A panel of responsible-gambling (RG) experts have recommended a move away from a reliance on “harm indicators” in favour of an independent body’s setting standards for player -protection outcomes.
Responsible Gambling Council Senior Researcher Melissa Salmon and Focal Research President Tracy Schrans noted that markers of harm can vary from player to player, making one-size-fits-all indicators of harm less effective.
Salmon and Schrans were joined by Mindway AI CEO Rasmus Kjaergaard on the player-analytics-tools panel at the Consumer Protection Zone at ICE on Thursday morning. They suggested that a universal set of standards governing best practice in player protection could lead the gambling industry to better overall player protection and prevent the need for blanket approaches that can leave some player risk profiles’ less detectable.
“I hear all this focus on the indicators and it worries me. After 25 years and seeing what’s happened in the space, I wish that we had standards that were set about what the outcomes are and what we’re trying to achieve with this”, Schrans said.
She went on to suggest that the industry needs a body of RG experts to assess outcomes across the various approaches.
“You want to look at all these things as measuring the impacts of what you’re doing. But if you’re constantly including what you think are the prompts, you can never evaluate the impact of changing these things. So I think for that we need a body — that’s Rasmus, myself, and anyone else in this space. It not only reassures the operators, but it reassures your licencing bodies”.
Kjaergaard said that at present, operators tend to prefer third-party suppliers of these tools, due to their resources being focused on the games and platforms.
But the panel agreed that in future, in-house player-prevention tools could proliferate, potentially leading to a dilution of overall standards as each operator takes a different approach.
“We need more concrete standards around the evaluation of some of these player-analytics tools and the impact that we’re having, and is it making a meaningful difference?”, Salmon said, reflecting on why third-party tools are currently preferred to the development of player-protection software in-house.
“I think that’s where some of the future direction is. And if people are building their own tools, they need to adhere to a certain minimum set of standards. There needs to be some sort of objectivity, some sort of evaluation of the impact that that’s having.”
The panel also agreed that the semantics around player protection could be changed to place greater emphasis on encouraging responsible-gambling behaviours and less on calling out players who run into trouble — for example, using phrases like “positive play” when players are exhibiting low risk gaming behaviours.
This reflected the sentiments of an earlier ICE panel, at which Department of Trust Founder and CEO Charles Cohen warned against the stigmatisation of gambling behaviours, arguing it drives players to hide their gambling activity and places them at greater risk.
“We’ve seen in our qualitative work from players is that they want that sense of trust with the operator. They want to know that they’re being taken care of. So if they hear from the operator only when things are going wrong, they might be a bit resistant to the messages that are coming in”, Salmon argued.
“With the data, we can look at the behaviours of safe players. What are they doing well? What are some of those positive outcomes that they’re having? And once we identify those, we can leverage customer data to send encouraging messages and incentivize those behaviours. So it’s not that they’re hearing from the operators only when something’s going wrong. It’s when things are going right as well.”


### What the task asks:
Which lines in the entries below contain the string "sailboat"? Show each of them in full.

# # # # # # #

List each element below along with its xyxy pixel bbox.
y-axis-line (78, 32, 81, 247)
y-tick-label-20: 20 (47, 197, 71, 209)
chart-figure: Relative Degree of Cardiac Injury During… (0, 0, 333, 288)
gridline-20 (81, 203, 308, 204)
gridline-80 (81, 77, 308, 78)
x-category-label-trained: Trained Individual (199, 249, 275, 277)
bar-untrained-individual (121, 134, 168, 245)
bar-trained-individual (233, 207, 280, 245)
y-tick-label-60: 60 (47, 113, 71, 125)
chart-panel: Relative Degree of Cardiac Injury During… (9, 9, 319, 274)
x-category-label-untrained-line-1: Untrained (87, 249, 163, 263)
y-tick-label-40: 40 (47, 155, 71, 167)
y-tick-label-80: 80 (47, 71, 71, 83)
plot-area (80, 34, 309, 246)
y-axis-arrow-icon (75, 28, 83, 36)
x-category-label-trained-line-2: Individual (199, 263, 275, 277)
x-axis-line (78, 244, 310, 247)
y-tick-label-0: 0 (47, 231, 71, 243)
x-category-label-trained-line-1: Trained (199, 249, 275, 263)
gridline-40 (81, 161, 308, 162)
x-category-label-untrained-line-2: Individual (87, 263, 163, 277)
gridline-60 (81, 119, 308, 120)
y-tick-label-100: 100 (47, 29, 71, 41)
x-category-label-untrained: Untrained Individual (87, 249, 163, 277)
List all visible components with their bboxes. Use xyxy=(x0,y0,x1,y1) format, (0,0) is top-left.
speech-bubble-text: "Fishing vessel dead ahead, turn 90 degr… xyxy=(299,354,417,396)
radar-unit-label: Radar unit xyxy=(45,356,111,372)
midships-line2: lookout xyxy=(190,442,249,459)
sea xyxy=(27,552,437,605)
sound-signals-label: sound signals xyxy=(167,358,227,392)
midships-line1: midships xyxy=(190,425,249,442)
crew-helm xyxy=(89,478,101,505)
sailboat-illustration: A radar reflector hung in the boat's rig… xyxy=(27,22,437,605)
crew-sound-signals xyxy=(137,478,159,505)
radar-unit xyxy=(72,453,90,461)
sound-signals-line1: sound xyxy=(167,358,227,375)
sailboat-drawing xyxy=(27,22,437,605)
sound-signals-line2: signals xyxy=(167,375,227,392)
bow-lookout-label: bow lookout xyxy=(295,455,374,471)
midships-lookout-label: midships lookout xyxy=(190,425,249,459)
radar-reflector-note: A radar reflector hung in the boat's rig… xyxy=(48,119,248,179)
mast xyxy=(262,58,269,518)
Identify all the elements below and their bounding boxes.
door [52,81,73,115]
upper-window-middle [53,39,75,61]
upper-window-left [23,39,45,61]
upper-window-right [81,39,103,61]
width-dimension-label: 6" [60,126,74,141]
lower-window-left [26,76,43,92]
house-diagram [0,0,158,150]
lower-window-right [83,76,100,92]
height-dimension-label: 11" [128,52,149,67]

# # # # # # #

### Solution to the problem:
sailboat-illustration: A radar reflector hung in the boat's rig… xyxy=(27,22,437,605)
sailboat-drawing xyxy=(27,22,437,605)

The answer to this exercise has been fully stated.